With the House of Representatives preparing to take up bipartisan legislation to ease the regulatory burden on community banks, one provision of the bill continues to be misrepresented on Capitol Hill. As minority community bankers ourselves, we want to set the record straight.
Opponents of the Economic Growth, Regulatory Relief and Consumer Protection Act falsely claim the bill would disrupt data collection and reporting on the ethnicity, race and sex of borrowers under the Home Mortgage Disclosure Act. We live in and serve communities of color, so we want to be clear that the bill would do no such thing.
The truth is this legislation maintains these and other longstanding HMDA data fields. Community banks that have been required to collect and report HMDA data on covered mortgage loans will continue to do so. This process has been in place for decades, with lenders collecting and reporting 23 HMDA data fields. They would be completely unaffected by the legislation.
Instead, the pending legislation would reform only the dramatic expansion of reporting mandates imposed by the Consumer Financial Protection Bureau in 2015. It would exempt certain low-volume community banks with satisfactory or better Community Reinvestment Act ratings only from the 25 additional data fields mandated by the 2015 rule. Due to the concentration of the banking system in the hands of the nation’s largest financial firms, the vast majority of mortgage loans would continue to be reported under the 2015 standards.
Applying these same standards to minority and other community banks, however, only discourages locally based lending and exacerbates industry consolidation. Like the rest of the bill, the idea is to take a more common-sense approach to regulatory mandates. This important provision would ensure substantial HMDA data will continue to be reported without overburdening low-volume lenders that are already strained by a CFPB rule that more than doubled the workload.
The burden of the new data fields cannot be understated. The new HMDA regulations pose significant systems and operational challenges for community banks and third-party vendors. The consumer bureau itself
Community bank lending is essential to communities of all kinds. The goal of community bank regulatory relief is to restore balance to the local institutions that already have a built-in incentive to do right by their customers, so they can continue to do so. By reforming complex regulations on local banks while focusing oversight on the risky financial firms that caused the crisis, Congress can promote true community-based growth that extends beyond stock market gains and shareholder dividends.
Members of Congress should vote their conscience on the legislation before them, but they should first have all the facts. As the House considers this legislation, let’s discard the misinformation circulating in Washington and do what’s right for community banks and the communities we serve.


Work to complete ::
Reproduce all the records word for word. Omit images.

Material for this exercise ::
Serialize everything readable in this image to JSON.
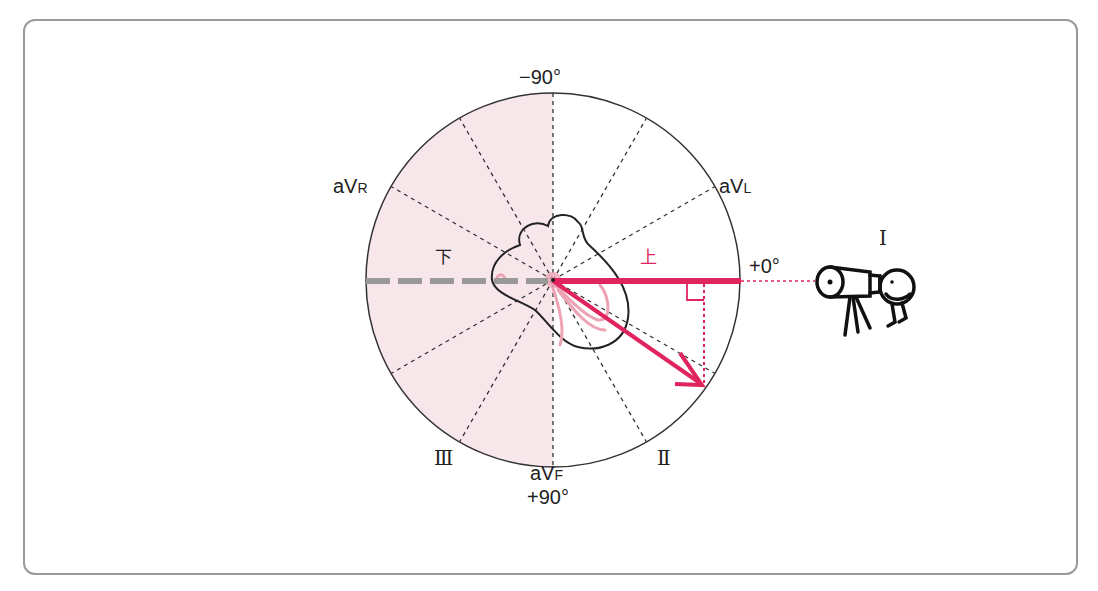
{
  "diagram": {
    "angles": {
      "top": "−90°",
      "right": "+0°",
      "bottom": "+90°"
    },
    "leads": {
      "aVR": {
        "main": "aV",
        "sub": "R"
      },
      "aVL": {
        "main": "aV",
        "sub": "L"
      },
      "aVF": {
        "main": "aV",
        "sub": "F"
      },
      "I": "I",
      "II": "Ⅱ",
      "III": "Ⅲ"
    },
    "direction_labels": {
      "up": "上",
      "down": "下"
    },
    "observer": "telescope-observer",
    "colors": {
      "vector": "#e0245e",
      "negative_half_fill": "#f7e6ea",
      "negative_axis": "#999999",
      "outline": "#222222",
      "frame": "#9a9a9a",
      "heart_conduction": "#eea3b4"
    }
  }
}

Your response ::
Serialize everything readable in this image to JSON.
{
  "diagram": {
    "angles": {
      "top": "−90°",
      "right": "+0°",
      "bottom": "+90°"
    },
    "leads": {
      "aVR": {
        "main": "aV",
        "sub": "R"
      },
      "aVL": {
        "main": "aV",
        "sub": "L"
      },
      "aVF": {
        "main": "aV",
        "sub": "F"
      },
      "I": "I",
      "II": "Ⅱ",
      "III": "Ⅲ"
    },
    "direction_labels": {
      "up": "上",
      "down": "下"
    },
    "observer": "telescope-observer",
    "colors": {
      "vector": "#e0245e",
      "negative_half_fill": "#f7e6ea",
      "negative_axis": "#999999",
      "outline": "#222222",
      "frame": "#9a9a9a",
      "heart_conduction": "#eea3b4"
    }
  }
}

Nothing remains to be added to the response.